If you don't like the 4th edition drowning rules, you could use the 'more realistic' ones from 3rd edition.

I noticed that higher level 4th edition characters drown faster than lower level characters because they take damage equal to their level. I simply houseruled it, so that instead they simply take 10% of their max hp in damage each round.
 


When deprived of food, water, or air, the rule of three applies. An adventurer can handle three weeks without food, three days without water, and three minutes without air outside of strenuous situations.

After that, such deprivation is a significant test of a PCs’ stamina. At the end of the time period (three weeks, three days, or three minutes), the character must succeed on a DC 20 Endurance check.
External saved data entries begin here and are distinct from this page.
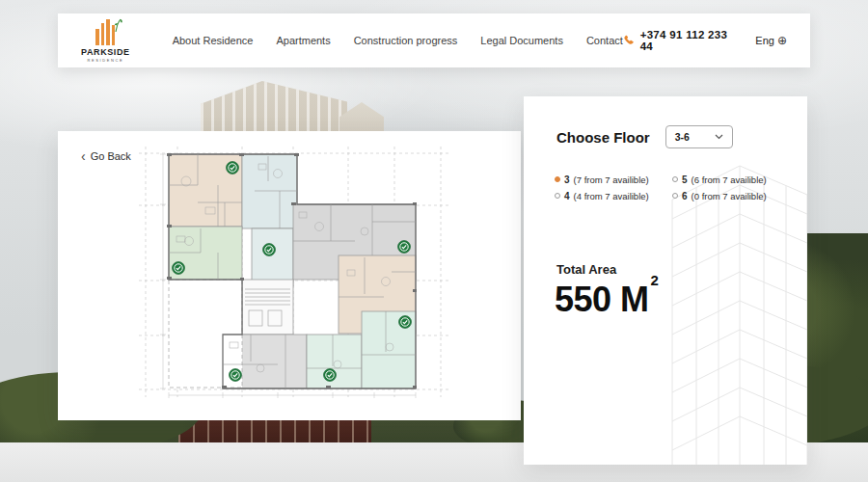  I want to click on top-navigation-bar: PARKSIDE RESIDENCE About Residence Apart…, so click(434, 40).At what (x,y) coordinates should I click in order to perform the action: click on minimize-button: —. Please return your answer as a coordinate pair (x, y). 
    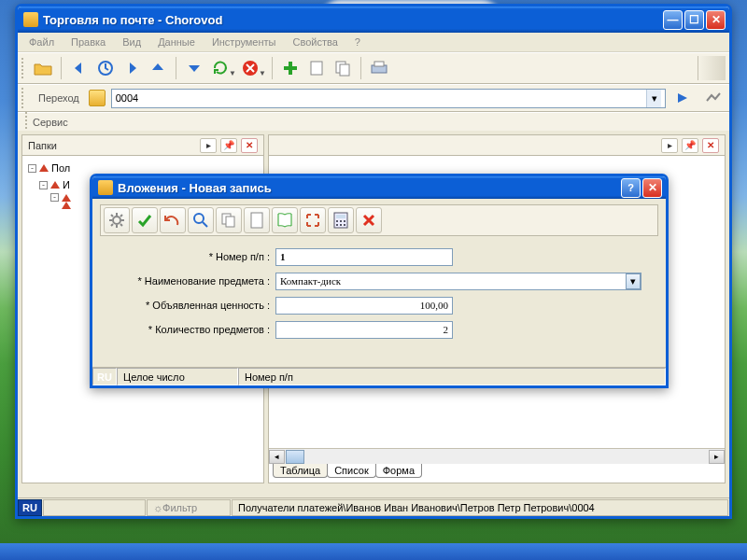
    Looking at the image, I should click on (672, 21).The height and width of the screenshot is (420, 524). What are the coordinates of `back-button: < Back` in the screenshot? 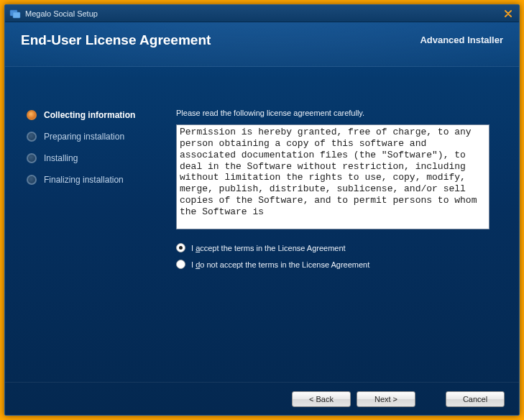 It's located at (321, 399).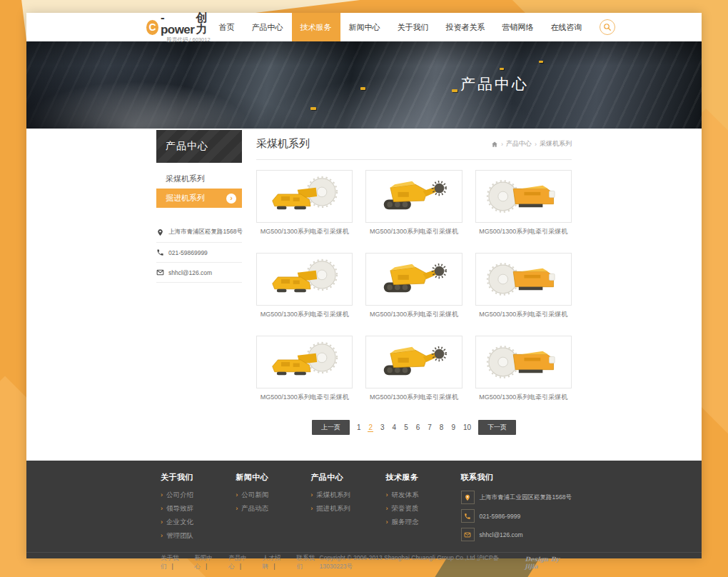 The image size is (728, 577). What do you see at coordinates (348, 496) in the screenshot?
I see `footer-link: › 采煤机系列` at bounding box center [348, 496].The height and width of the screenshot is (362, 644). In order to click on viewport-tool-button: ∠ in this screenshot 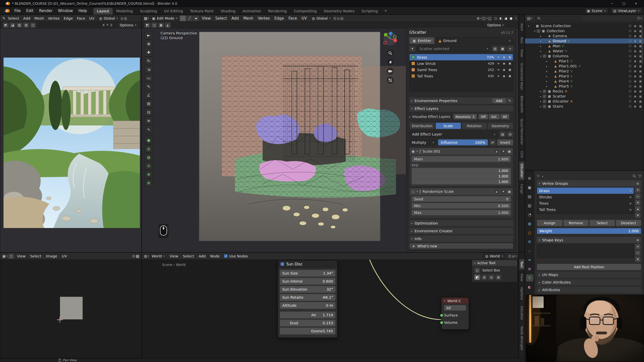, I will do `click(149, 95)`.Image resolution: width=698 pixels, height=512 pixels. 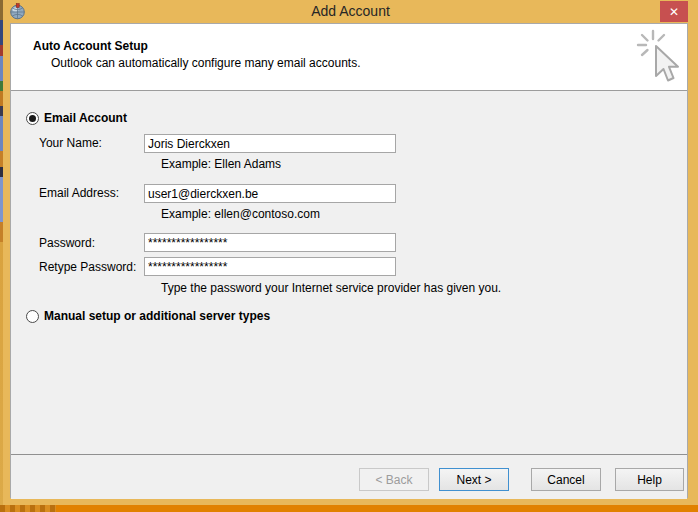 I want to click on your-name-label: Your Name:, so click(x=70, y=144).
Success buys the character another day (if hungry or thirsty), or round (if unable to breathe). Then the check is repeated at DC 25, then at DC 30, and so on. When a character fails the check, he loses one healing surge and must continue to make checks. A character without healing surges who fails a check takes damage equal to his level.
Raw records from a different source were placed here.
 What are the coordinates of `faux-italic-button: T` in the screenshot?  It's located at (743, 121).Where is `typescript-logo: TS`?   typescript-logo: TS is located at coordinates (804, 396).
In strenuous situations, such as combat, going without air is much harder. A character holding his breath during underwater combat, for example, must make a DC 20 Endurance check at the end of his turn in a round where he takes damage.

As with environmental dangers, a character cannot regain healing surges lost to starvation, thirst, or suffocation until he eats a meal, drinks, or gains access to air again, respectively.
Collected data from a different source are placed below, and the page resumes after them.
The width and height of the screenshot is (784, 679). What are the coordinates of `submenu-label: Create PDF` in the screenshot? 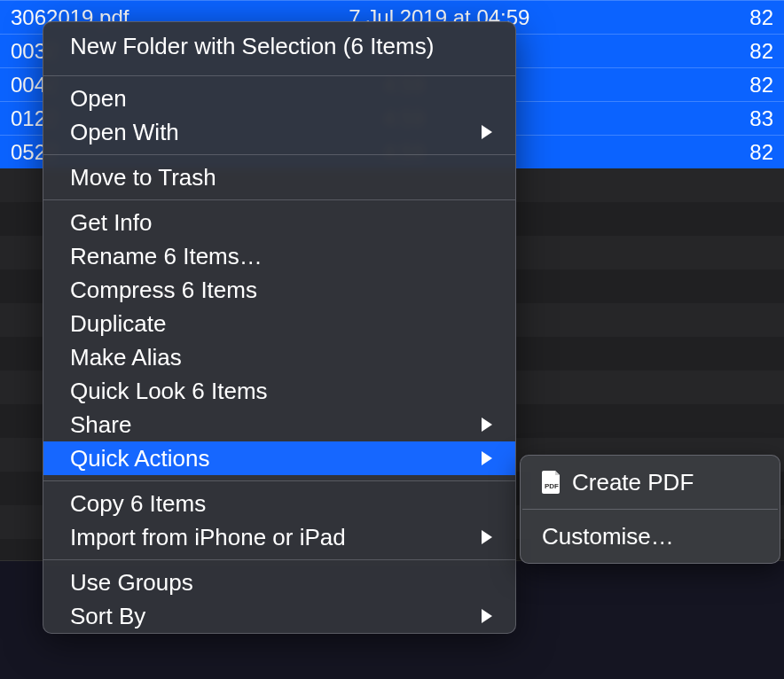 It's located at (633, 482).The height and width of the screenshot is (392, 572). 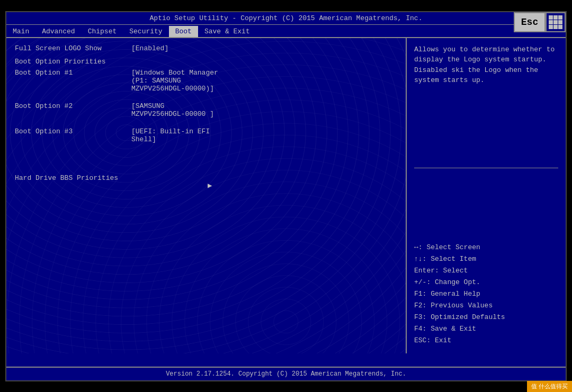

A character with 0 or fewer hit points who continues to suffer from one of these effects keeps taking damage as described above until he dies or is rescued.
 

I believe in 3.X, a character could hold their breath for a number of rounds equal to their Con score. After that, I'd have them make Endurance checks. I'd personally start at DC 20 and go up in increments of 2. Failure could be healing surge loss or 1d6/1d10 damage per tier.

The damage has to scale, otherwise epic characters could just hang out forever underwater. Then again, they are EPIC. Maybe it shouldn't scale...

Anyway, just my opinion.
 

I've been wanting to throw a Water-Filling Chamber trap at my players for some time now, but I agree the drowning rules aren't... frightening enough to make it actually threatening. With any amount of competence in the group, players should be able to disable or escape the trap (I'm glancing at the one in the Dragon 366 article Trapped!) within three minutes.

There has to be a way to make drowning start out slow, maybe taking damage equal to the appropriate ongoing level (5, 10 etc) then having it ramp up quickly... that way a few failures won't be too devastating, while still keeping the players threatened, and continued failure becomes more deadly.

Just ideas. Not really sure how I'd implement these mechanically.

Trit
 

I featured a drowning trap in my game a few months back and I handled it like so:

Rather than place it under any arbitrary in-fiction time constrains, I timed it by actions: 1 action (be it minor, move or standard) costs 1 surge. Not doing anything for a turn counts as 1 action. Those trained in Endurance get free actions equal to their CON modifier. Once out of the pit, they could do an endurance check to regain 1 surge for every 5 rolled over 10 (a roll of 15 gave 1 surge, 20 gave 2 surges, etc.).​

Getting out of the trap consisted of swimming to the top, unlocking/smashing their way out, while being under attack by underwater critters who kept dragging them down.

It was pretty tense.
 

Yeah, for the risk of drowning to be threatening, one really needs some element that (potentially) subjects the PCs to damage, as it is those extra tests which add tension.

So, other creatures or combining the water trap with a trap doing lightning damage seem like getting the tension that Trit is looking for.
 


The trouble is that in reality, nearly drowning doesn't cause injury or really fatigue you much in the long haul. I can dive underwater and hold my breath for a minute-ish, then pop up, get fresh air, and try it again after a minute. If you held me down and I had to flail to get to the surface a few seconds after I started to run out of air, I'd be short of breath and probably wouldn't want to go under again for a few minutes, but I'd be able to.

So breath shouldn't use healing surges or hit points.